Hi,
I think that such an application would simply require too much manpower
(as you would have to keep tons of metadata up to date), although some
kind of wiki could help out.
The programming should be rather simple (you can readout hardware infos
on windows, don't you?) but the information management would be hell.
What I personally would prefer was a simple "Of course it runs with
linux/Yes, we provide GPLed drivers" Sticker on Pcs and Notebooks. *dream*
Ryan McDonough schrieb:
After proposing this in the Fedora irc room I decided to post it to
everyone on the list for feedback:
I would like to see an application that would run on windows/osx/linux
that would check hardware and see if your mobo/cpu/fans etc will work
with the newer kernels and if not what boot commands you may need and
what problems these boot commands may cause, it would check against the
current top 5 distrobutions kernels, plus the current standard kernel.
It wouldn't be total hardware like gfx etc, just the core hardware like
mobo, cpu, fans as its the hardware that you can't really change
(easily) unlike a video card.
I feel this would bring great benefits as it would allow people to see
if the newer distrobutions will actually boot with no problems without
having to download 700mb live cd images and take all the time and effort
to burn the cd and then have to report that it wouldn't boot on a forum.
I have experienced a problem with a kernel update after the 2.6.20
release that the newer distrobutions were using as I couldn't/can't boot
without noacpi acpi=off, added to my boot command which causes power
management to go bye bye along with my monitor after 15 minutes.
I'm not a great programmer as I've just started, but I would like to see
if people think this project is feasible and a good use of developers
time and help/learn as much as I could.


Exercise details:
Copy all lines below exactly as written. Leave pictures out.

======== Supplied material

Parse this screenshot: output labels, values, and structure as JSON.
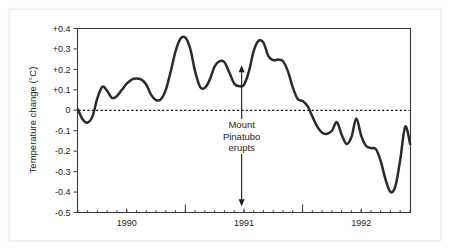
{
  "figure": {
    "background_color": "#ffffff",
    "line_color": "#2b2b2b",
    "axis_color": "#3a3a3a",
    "text_color": "#1c1c1c"
  },
  "chart_data": {
    "type": "line",
    "title": "",
    "subtitle": "",
    "xlabel": "",
    "ylabel": "Temperature change (°C)",
    "ylim": [
      -0.5,
      0.4
    ],
    "xlim": [
      1989.58,
      1992.42
    ],
    "grid": false,
    "legend": null,
    "y_ticks": [
      0.4,
      0.3,
      0.2,
      0.1,
      0.0,
      -0.1,
      -0.2,
      -0.3,
      -0.4,
      -0.5
    ],
    "y_tick_labels": [
      "+0.4",
      "+0.3",
      "+0.2",
      "+0.1",
      "0",
      "-0.1",
      "-0.2",
      "-0.3",
      "-0.4",
      "-0.5"
    ],
    "x_ticks": [
      1990.0,
      1991.0,
      1992.0
    ],
    "x_tick_labels": [
      "1990",
      "1991",
      "1992"
    ],
    "x_minor_tick_interval": 0.0833,
    "x_medium_ticks": [
      1990.5,
      1991.5
    ],
    "reference_lines": [
      {
        "name": "zero-line",
        "y": 0.0,
        "style": "dashed"
      }
    ],
    "annotations": [
      {
        "name": "mount-pinatubo-erupts",
        "text_lines": [
          "Mount",
          "Pinatubo",
          "erupts"
        ],
        "x": 1990.98,
        "arrow_top_y": 0.22,
        "arrow_bottom_y": -0.47,
        "arrow_style": "double-headed-vertical"
      }
    ],
    "series": [
      {
        "name": "Global temperature anomaly",
        "x": [
          1989.583,
          1989.625,
          1989.667,
          1989.708,
          1989.75,
          1989.792,
          1989.833,
          1989.875,
          1989.917,
          1989.958,
          1990.0,
          1990.042,
          1990.083,
          1990.125,
          1990.167,
          1990.208,
          1990.25,
          1990.292,
          1990.333,
          1990.375,
          1990.417,
          1990.458,
          1990.5,
          1990.542,
          1990.583,
          1990.625,
          1990.667,
          1990.708,
          1990.75,
          1990.792,
          1990.833,
          1990.875,
          1990.917,
          1990.958,
          1991.0,
          1991.042,
          1991.083,
          1991.125,
          1991.167,
          1991.208,
          1991.25,
          1991.292,
          1991.333,
          1991.375,
          1991.417,
          1991.458,
          1991.5,
          1991.542,
          1991.583,
          1991.625,
          1991.667,
          1991.708,
          1991.75,
          1991.792,
          1991.833,
          1991.875,
          1991.917,
          1991.958,
          1992.0,
          1992.042,
          1992.083,
          1992.125,
          1992.167,
          1992.208,
          1992.25,
          1992.292,
          1992.333,
          1992.375,
          1992.417
        ],
        "y": [
          0.005,
          -0.045,
          -0.06,
          -0.03,
          0.06,
          0.115,
          0.095,
          0.06,
          0.07,
          0.1,
          0.13,
          0.15,
          0.155,
          0.15,
          0.125,
          0.075,
          0.05,
          0.055,
          0.1,
          0.19,
          0.29,
          0.35,
          0.355,
          0.3,
          0.19,
          0.115,
          0.11,
          0.15,
          0.215,
          0.24,
          0.235,
          0.185,
          0.13,
          0.118,
          0.125,
          0.19,
          0.29,
          0.34,
          0.33,
          0.265,
          0.245,
          0.248,
          0.24,
          0.19,
          0.11,
          0.055,
          0.045,
          0.02,
          -0.03,
          -0.08,
          -0.11,
          -0.115,
          -0.1,
          -0.058,
          -0.12,
          -0.165,
          -0.13,
          -0.04,
          -0.125,
          -0.175,
          -0.185,
          -0.19,
          -0.25,
          -0.34,
          -0.4,
          -0.37,
          -0.24,
          -0.08,
          -0.165
        ]
      }
    ]
  }
}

================

Task output:
Parse this screenshot: output labels, values, and structure as JSON.
{
  "figure": {
    "background_color": "#ffffff",
    "line_color": "#2b2b2b",
    "axis_color": "#3a3a3a",
    "text_color": "#1c1c1c"
  },
  "chart_data": {
    "type": "line",
    "title": "",
    "subtitle": "",
    "xlabel": "",
    "ylabel": "Temperature change (°C)",
    "ylim": [
      -0.5,
      0.4
    ],
    "xlim": [
      1989.58,
      1992.42
    ],
    "grid": false,
    "legend": null,
    "y_ticks": [
      0.4,
      0.3,
      0.2,
      0.1,
      0.0,
      -0.1,
      -0.2,
      -0.3,
      -0.4,
      -0.5
    ],
    "y_tick_labels": [
      "+0.4",
      "+0.3",
      "+0.2",
      "+0.1",
      "0",
      "-0.1",
      "-0.2",
      "-0.3",
      "-0.4",
      "-0.5"
    ],
    "x_ticks": [
      1990.0,
      1991.0,
      1992.0
    ],
    "x_tick_labels": [
      "1990",
      "1991",
      "1992"
    ],
    "x_minor_tick_interval": 0.0833,
    "x_medium_ticks": [
      1990.5,
      1991.5
    ],
    "reference_lines": [
      {
        "name": "zero-line",
        "y": 0.0,
        "style": "dashed"
      }
    ],
    "annotations": [
      {
        "name": "mount-pinatubo-erupts",
        "text_lines": [
          "Mount",
          "Pinatubo",
          "erupts"
        ],
        "x": 1990.98,
        "arrow_top_y": 0.22,
        "arrow_bottom_y": -0.47,
        "arrow_style": "double-headed-vertical"
      }
    ],
    "series": [
      {
        "name": "Global temperature anomaly",
        "x": [
          1989.583,
          1989.625,
          1989.667,
          1989.708,
          1989.75,
          1989.792,
          1989.833,
          1989.875,
          1989.917,
          1989.958,
          1990.0,
          1990.042,
          1990.083,
          1990.125,
          1990.167,
          1990.208,
          1990.25,
          1990.292,
          1990.333,
          1990.375,
          1990.417,
          1990.458,
          1990.5,
          1990.542,
          1990.583,
          1990.625,
          1990.667,
          1990.708,
          1990.75,
          1990.792,
          1990.833,
          1990.875,
          1990.917,
          1990.958,
          1991.0,
          1991.042,
          1991.083,
          1991.125,
          1991.167,
          1991.208,
          1991.25,
          1991.292,
          1991.333,
          1991.375,
          1991.417,
          1991.458,
          1991.5,
          1991.542,
          1991.583,
          1991.625,
          1991.667,
          1991.708,
          1991.75,
          1991.792,
          1991.833,
          1991.875,
          1991.917,
          1991.958,
          1992.0,
          1992.042,
          1992.083,
          1992.125,
          1992.167,
          1992.208,
          1992.25,
          1992.292,
          1992.333,
          1992.375,
          1992.417
        ],
        "y": [
          0.005,
          -0.045,
          -0.06,
          -0.03,
          0.06,
          0.115,
          0.095,
          0.06,
          0.07,
          0.1,
          0.13,
          0.15,
          0.155,
          0.15,
          0.125,
          0.075,
          0.05,
          0.055,
          0.1,
          0.19,
          0.29,
          0.35,
          0.355,
          0.3,
          0.19,
          0.115,
          0.11,
          0.15,
          0.215,
          0.24,
          0.235,
          0.185,
          0.13,
          0.118,
          0.125,
          0.19,
          0.29,
          0.34,
          0.33,
          0.265,
          0.245,
          0.248,
          0.24,
          0.19,
          0.11,
          0.055,
          0.045,
          0.02,
          -0.03,
          -0.08,
          -0.11,
          -0.115,
          -0.1,
          -0.058,
          -0.12,
          -0.165,
          -0.13,
          -0.04,
          -0.125,
          -0.175,
          -0.185,
          -0.19,
          -0.25,
          -0.34,
          -0.4,
          -0.37,
          -0.24,
          -0.08,
          -0.165
        ]
      }
    ]
  }
}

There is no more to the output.